Washington: NASA’s Perseverance rover has grabbed one more sample from Mars, taking the total number of collection to 12.
The car-sized Perseverance drilled out and sealed up its 12th rock sample this week, mission team members announced via Twitter.
“Call them the ‘dusty dozen’. I’ve now got 12 rock core samples on board, collected while #SamplingMars at these different sites around Jezero Crater,” the team wrote.
It is the fourth such operation in less than a month.
In February 2021, Perseverance landed with NASA’s tiny Ingenuity helicopter on the floor of the 28-mile-wide (45 km) Jezero Crater, which harboured a big lake and a river delta billions of years ago.
The six-wheeled rover is hunting for signs of ancient Mars life and bagging up dozens of samples for future return to the Earth, among other tasks.
According to the mission team’s sample log, the first eight rock samples that Perseverance collected — from September 2021 to March of this year — were volcanic in origin, Space.com reported.
But the last four, which were gathered between July 7 and August 3 — all come from sedimentary rocks.
As that change suggests, Perseverance is now exploring a remnant of the delta, examining layered rock formations that built up over time as silt fell out of Jezero’s ancient river.

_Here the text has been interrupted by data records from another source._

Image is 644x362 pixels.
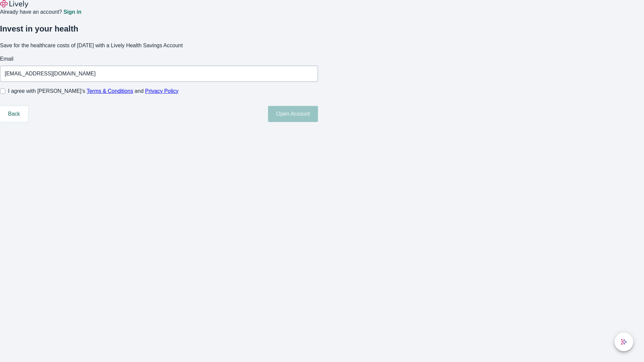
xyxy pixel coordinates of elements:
a: Sign in [63,9,81,14]
svg: Lively AI Assistant [620,338,627,345]
span: I agree with [PERSON_NAME]’s and [8,87,179,95]
a: Privacy Policy [146,88,179,94]
button: chat [614,332,633,351]
a: Terms & Conditions [86,88,133,94]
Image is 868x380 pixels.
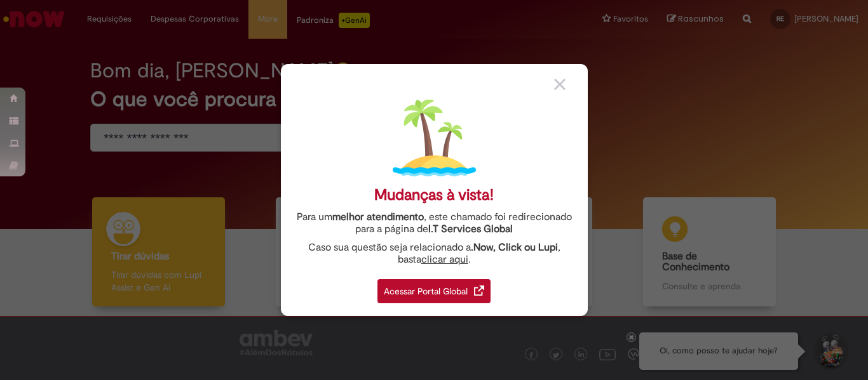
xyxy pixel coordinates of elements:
img: island.png [393,97,475,180]
img: redirect_link.png [474,286,484,296]
a: clicar aqui [421,247,468,266]
div: Mudanças à vista! [374,186,494,205]
div: Para um , este chamado foi redirecionado para a página de [290,211,578,236]
img: close_button_grey.png [554,79,566,90]
div: Acessar Portal Global [377,279,491,304]
div: Caso sua questão seja relacionado a , basta . [290,242,578,266]
a: I.T Services Global [428,216,513,236]
strong: melhor atendimento [332,211,424,224]
a: Acessar Portal Global [377,273,491,304]
strong: .Now, Click ou Lupi [470,242,558,254]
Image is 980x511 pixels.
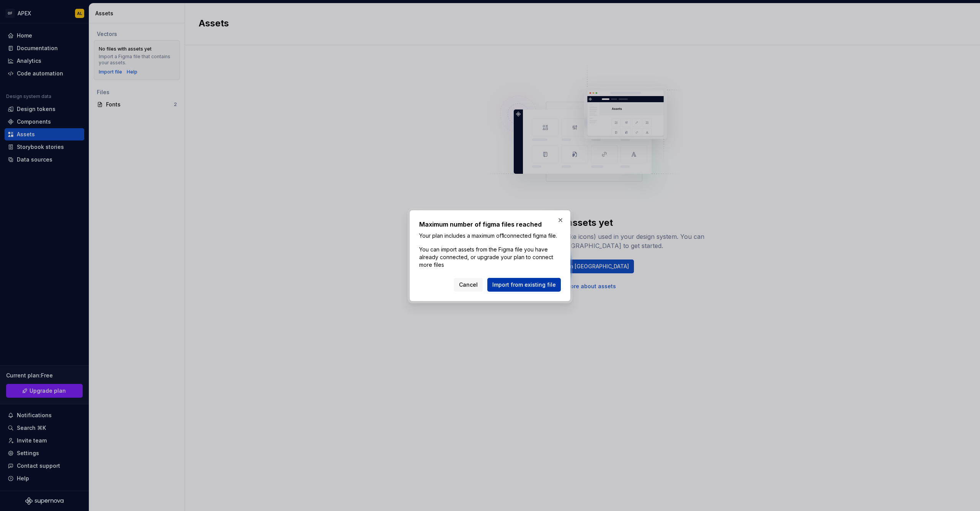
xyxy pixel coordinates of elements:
span: Import from existing file [492,281,556,289]
button: Cancel [454,278,483,292]
p: Your plan includes a maximum of connected figma file. [419,232,561,239]
b: 1 [501,232,504,239]
button: Import from existing file [487,278,561,292]
span: Cancel [459,281,478,289]
div: You can import assets from the Figma file you have already connected, or upgrade your plan to con... [419,246,561,268]
h2: Maximum number of figma files reached [419,220,561,229]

Such deposits are more likely than volcanic ones to harbour organic compounds and other possible signs of Mars life, if it ever existed, Perseverance officials said.
Perseverance carries a total of 43 sample tubes, 38 of which can be filled with Martian rock and dirt, the report said.
The other five are “witness tubes”, which will help the mission team determine which materials, if any, in collected samples may be contaminants from Earth.
Perseverance has now sealed up 15 of those 43 tubes. Twelve contain rock cores, one holds Martian air, and the other two are witness tubes, th report said.
These tubes will be brought to Earth by a joint NASA-European Space Agency (ESA) campaign, as early as 2033.